In effect Jane Austen created two characters of similar personality, both outspoken; both opinionated; both given to quick and misguided judgement of others (Elizabeth nonetheless duly enchanted by Wickham initially, whilst her opinion of Lady Catherine is later justified). Darcy has Caroline in tow with Bingley, and clearly Caroline is acceptable and part of his small entourage, and Caroline assumes she will become Mrs Fitzwilliam Darcy. Why did Caroline assume Darcy was interested in her? We don’t really know the answer to that question, because we don’t know if Darcy had prior given that impression.
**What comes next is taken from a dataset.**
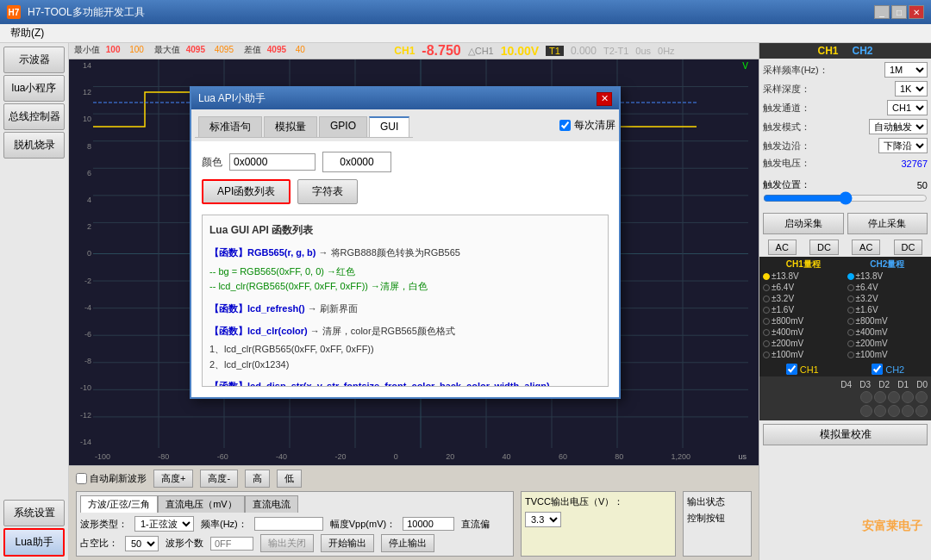 Image resolution: width=931 pixels, height=560 pixels. What do you see at coordinates (34, 88) in the screenshot?
I see `sidebar-item-lua: lua小程序` at bounding box center [34, 88].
After all, he was fairly inept in communication with females, and Caroline was in his company prior to his visit to Hertfordshire?


Lady Catherine de Bourgh

In first impressions of Elizabeth he is rude about her appearance. This is instant “contention” and Caroline enhances Elizabeth’s faults and that of her family thereafter in blind belief it will be to her own benefit. Either way, Elizabeth and Darcy are at odds, and as we know tension builds as physical desires overwhelm Darcy the more he encounters Elizabeth – a natural enough response for any young man, and from physical desire love blossoms but he blunders with his ardent proposal by immediately insulting her. (blundering idiot)
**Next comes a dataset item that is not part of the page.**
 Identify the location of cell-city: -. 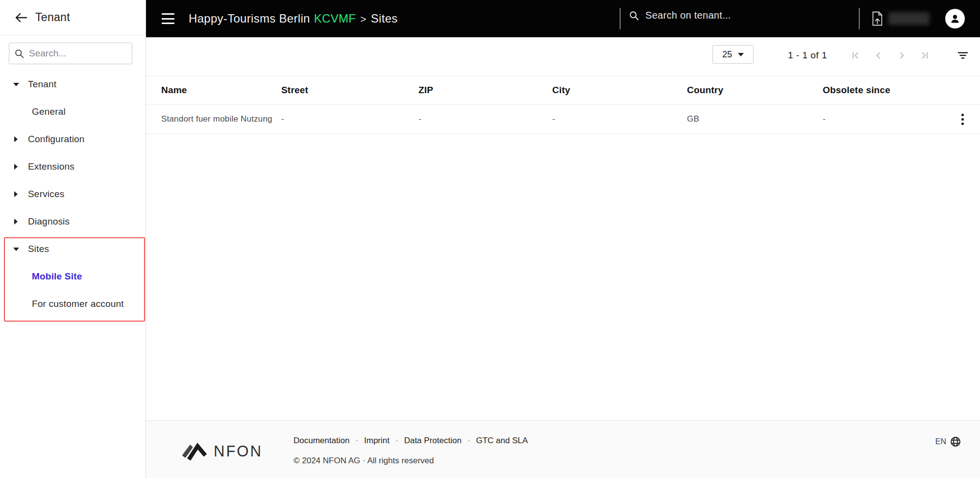
(619, 119).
But is it love Darcy feels for Elizabeth or raw physical desire at that point, hence his insult? He has an estate, he requires an heir, and one could assume his attitude to be that of “better a woman who sparked him to a raging furnace of desire than the sniping Caroline.” And yet, when one stops and thinks and compares Elizabeth and Caroline, they do have more in common than at first glance. They not only become rivals from Caroline’s perspective, Elizabeth is not immune to the fact Caroline dislikes her as much as she dislikes Caroline, nor can Elizabeth ignore the fact Caroline has Darcy at her elbow, or seemingly that is so, for wherever Bingley and Darcy are, so is Caroline. Both Elizabeth and Caroline have cutting tongues, as we witnessed in Elizabeth’s retort to Lady Catherine de Bourgh’s insulting remarks. So in some respects one can see why Darcy may have been attracted to Caroline prior to meeting Elizabeth.

Nevertheless, infuriated by Darcy’s blundering and insulting proposal Elizabeth would have liked to tear his hair out and shred him, and yet, when she later sets eyes on Pemberley reality hits her in all that she could have had. Can she in all honesty, have prior forgiven him his insult at that point in time? Pretty damn unlikely in real life, methinks.

But then again, one has to look at the fact she is a product of her time, a time when marriages were not always the result of a love match! He is nonetheless handsome, and a man of substantial property income, which is not to be sniffed at nor snubbed, and she plays her cards to perfection as a markedly demure young lady caught snooping and duly flutters her eyelashes.

Darcy senses all is not lost, that Pemberley has achieved what he could not, and he would still prefer Elizabeth in his bed than Caroline. There you have it, he has to learn to hunt his prey, run it to ground and conquer the day, so he dreams up how, and decides introduction to his sister will show he is a caring man, and you know the rest. Elizabeth looks on him in a new light, but Wickham, dastardly Wickham intervenes by eloping with Lydia, and in turn tears Darcy and Elizabeth apart. Darcy’s ultimate good deed in paying Wickham to wed Lydia, and the purchase of a captaincy in the regular army, renders Darcy worthy of Elizabeth’s hand in marriage. And why not for who else is lining up to court Lizzie? No one. Thus, on that wintry walk Elizabeth swallows a dollop of humble pie in gratitude to Darcy’s purse, and his unstinting kindness to the Bennet household. Darcy in turn conveys for the first time heartfelt feelings, not a proposal of marriage, but could be construed as such if wanted and Elizabeth bites off his hand (metaphorically speaking). Even though her father views it an ill advised alliance, whatever Elizabeth wants her father agrees to, and Darcy did it right and proper by approaching the father in orderly fashion. The end.



Don’t you just love evaluating characters and why the author chose them and set them up for a rough ride to romance? Given the era and the fact war was raging on the Continent in Jane Austen’s time, the scope for JAFF novels is endless.